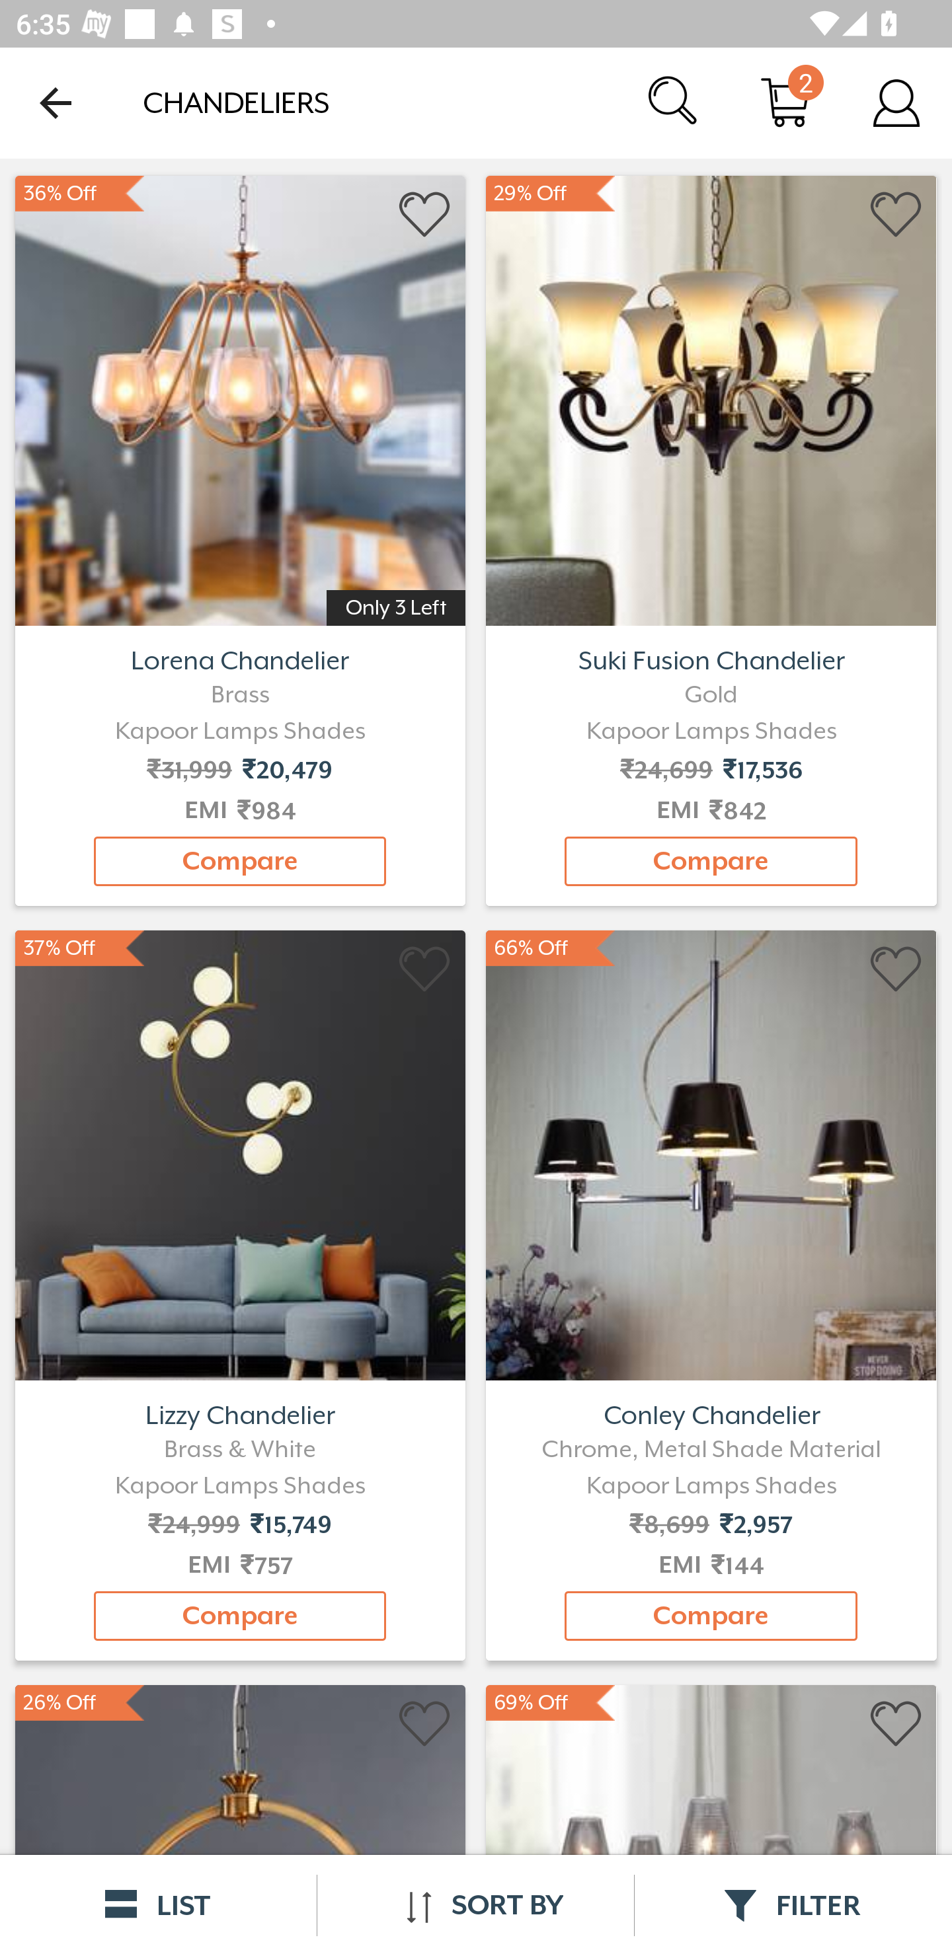 This screenshot has height=1956, width=952. What do you see at coordinates (896, 1724) in the screenshot?
I see `` at bounding box center [896, 1724].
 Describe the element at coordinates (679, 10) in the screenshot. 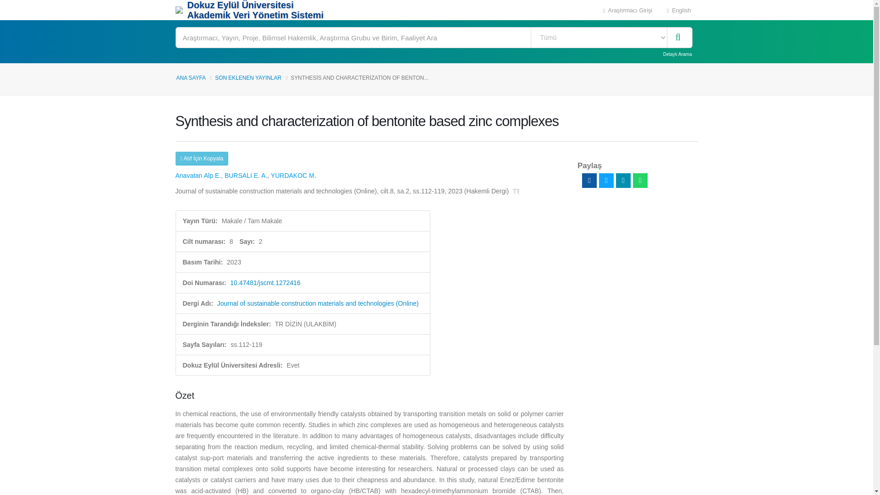

I see `English` at that location.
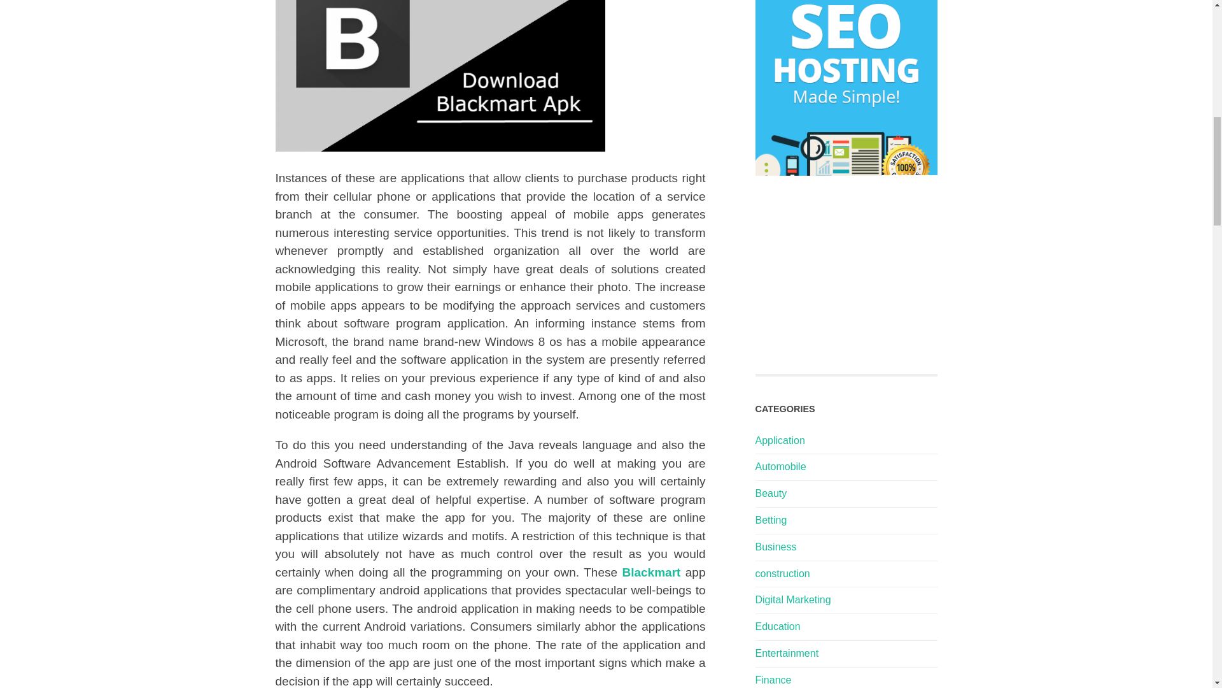  I want to click on Business, so click(775, 546).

# # # # # # #

[EXERCISE] Leave out all pictures and retype precisely the lines that run from the line containing "Describe the element" to the last line of the records.

[ANSWER TO THIS TASK]
 Describe the element at coordinates (679, 10) in the screenshot. 

I see `English` at that location.
  I want to click on Business, so click(775, 546).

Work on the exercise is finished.